Taiwan is one of the hardest places on Earth to invade. Its mountains, the seas that surround it, and its few usable landing beaches have defeated the plans of great powers before. But according to a Taiwanese security scholar, the island’s gravest danger is not the one that would arrive by sea—it is the quieter campaign already under way to wear down the public’s will to resist until the threat no longer feels real.
Kuo Yu-jen, vice president of the Institute for National Policy Research, Taiwan’s oldest private think tank, on July 4 delivered that assessment at a recent forum hosted by the Taiwan Inspiration Association.
The Chinese Communist Party’s (CCP) cognitive warfare—its campaign to shape opinion and sap morale—is more dangerous than any warplane or warship, he said, because it erodes trust, breeds helplessness, and gradually numbs Taiwanese people to the danger they face.
Geography alone makes Taiwan a forbidding target, Kuo said. The terrain is rugged, few beaches can support an amphibious landing, and an attacker must first cross roughly 100 miles of open water.
A CCP invasion force today would face the same punishing arithmetic, Kuo said.
Nor would a war over Taiwan stay local. The island anchors the first island chain—the arc running from Japan through Taiwan and the Philippines toward Southeast Asia—and sits astride major shipping lanes and undersea data cables.
A war over Taiwan, Kuo said, would inevitably spill into Japan and the Philippines and draw in the United States.
Philippine President Ferdinand Marcos Jr. has drawn the same conclusion for his country, Kuo noted.
‘The Anaconda Strategy’
Because a head-on invasion is so costly, Kuo said, Beijing has chosen to squeeze Taiwan rather than storm it—a multilayered “anaconda strategy,” as Taiwan’s navy commander has called it, built on military drills, aircraft carrier patrols, coast guard “law enforcement” in the gray zone just below the threshold of war, and rehearsals for sea and air blockades.The goal, Kuo said, is to turn the strait into a closed battlefield—and, by dominating the Taiwan Strait along with the East and South China Seas, to keep American forces from reaching the fight.
Taiwan has adjusted accordingly. With no ambition to retake mainland China, Kuo said, its military has stopped trying to match Beijing plane for plane. It focuses instead on keeping an invader at arm’s length with cheap, mobile, hard-to-target, “asymmetric” weapons—anti-ship missiles, air defenses, and U.S.-made HIMARS rocket launchers—that make any landing prohibitively expensive.
‘Taiwan’s Real Crisis’
Yet for all the hardware, Kuo kept returning to what he called Taiwan’s real crisis, and it lies within: CCP infiltration that deepens political division, hidden agents, and a public not alert enough to the threat. The problem is not hypothetical.Still, the threat Kuo stressed most is aimed at minds, not infrastructure. Cognitive warfare outranks the warplanes and ships circling the island, he said, because it works on people—corroding trust, spreading futility, and dulling vigilance until the danger stops feeling real.
His prescription is psychological resilience: civil defense groups trained under realistic conditions, backups for critical infrastructure, alternative communication networks for a crisis, and leaders who stay visible and speak steadily when disinformation surges.
In the end, Kuo said, everything turns on a single question—whether the Taiwanese people keep the will to resist at all.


### WHAT TO PRODUCE
Go through the listing below and state how many of its lines include "population". Write only that number.

### SOURCE RECORDS
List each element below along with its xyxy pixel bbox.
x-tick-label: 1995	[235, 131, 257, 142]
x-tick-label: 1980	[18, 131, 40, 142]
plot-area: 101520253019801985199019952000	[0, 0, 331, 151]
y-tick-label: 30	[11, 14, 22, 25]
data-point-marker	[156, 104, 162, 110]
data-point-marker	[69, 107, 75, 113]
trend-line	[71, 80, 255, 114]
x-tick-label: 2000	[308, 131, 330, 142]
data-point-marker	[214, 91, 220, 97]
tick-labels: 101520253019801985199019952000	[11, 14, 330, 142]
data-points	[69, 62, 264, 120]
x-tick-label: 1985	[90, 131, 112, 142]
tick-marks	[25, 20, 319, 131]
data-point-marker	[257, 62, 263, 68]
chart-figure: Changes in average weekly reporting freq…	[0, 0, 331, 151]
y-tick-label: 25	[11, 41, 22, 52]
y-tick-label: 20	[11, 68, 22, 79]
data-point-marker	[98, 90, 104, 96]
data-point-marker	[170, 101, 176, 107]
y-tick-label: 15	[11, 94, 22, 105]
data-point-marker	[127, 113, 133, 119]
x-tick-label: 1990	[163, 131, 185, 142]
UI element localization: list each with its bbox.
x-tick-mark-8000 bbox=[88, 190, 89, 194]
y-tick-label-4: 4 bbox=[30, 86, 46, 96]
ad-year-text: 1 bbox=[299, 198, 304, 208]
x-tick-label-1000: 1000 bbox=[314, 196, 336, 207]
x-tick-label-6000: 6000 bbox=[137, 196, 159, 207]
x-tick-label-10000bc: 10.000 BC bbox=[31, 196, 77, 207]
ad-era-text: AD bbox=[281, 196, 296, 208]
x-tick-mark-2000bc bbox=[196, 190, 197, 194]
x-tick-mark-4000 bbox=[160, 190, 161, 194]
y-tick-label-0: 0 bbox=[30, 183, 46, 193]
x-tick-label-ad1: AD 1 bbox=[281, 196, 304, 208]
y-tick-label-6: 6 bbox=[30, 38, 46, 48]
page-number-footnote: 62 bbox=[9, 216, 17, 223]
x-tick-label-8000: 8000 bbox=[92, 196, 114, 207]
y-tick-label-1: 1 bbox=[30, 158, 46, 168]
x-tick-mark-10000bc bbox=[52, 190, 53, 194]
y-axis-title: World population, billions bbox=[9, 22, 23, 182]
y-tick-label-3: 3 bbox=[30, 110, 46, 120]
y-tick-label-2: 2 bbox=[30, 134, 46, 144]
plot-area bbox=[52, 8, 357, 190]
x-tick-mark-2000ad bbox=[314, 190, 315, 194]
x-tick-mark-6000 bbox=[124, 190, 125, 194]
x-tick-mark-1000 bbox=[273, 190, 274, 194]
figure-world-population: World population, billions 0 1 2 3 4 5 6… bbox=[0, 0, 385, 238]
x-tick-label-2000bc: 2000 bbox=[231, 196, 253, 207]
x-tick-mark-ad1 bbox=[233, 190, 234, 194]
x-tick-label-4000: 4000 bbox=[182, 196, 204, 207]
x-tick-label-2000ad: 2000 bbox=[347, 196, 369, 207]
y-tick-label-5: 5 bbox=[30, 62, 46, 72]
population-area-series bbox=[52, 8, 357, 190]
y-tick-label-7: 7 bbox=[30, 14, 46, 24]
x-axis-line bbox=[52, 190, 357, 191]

### EXERCISE ANSWER
3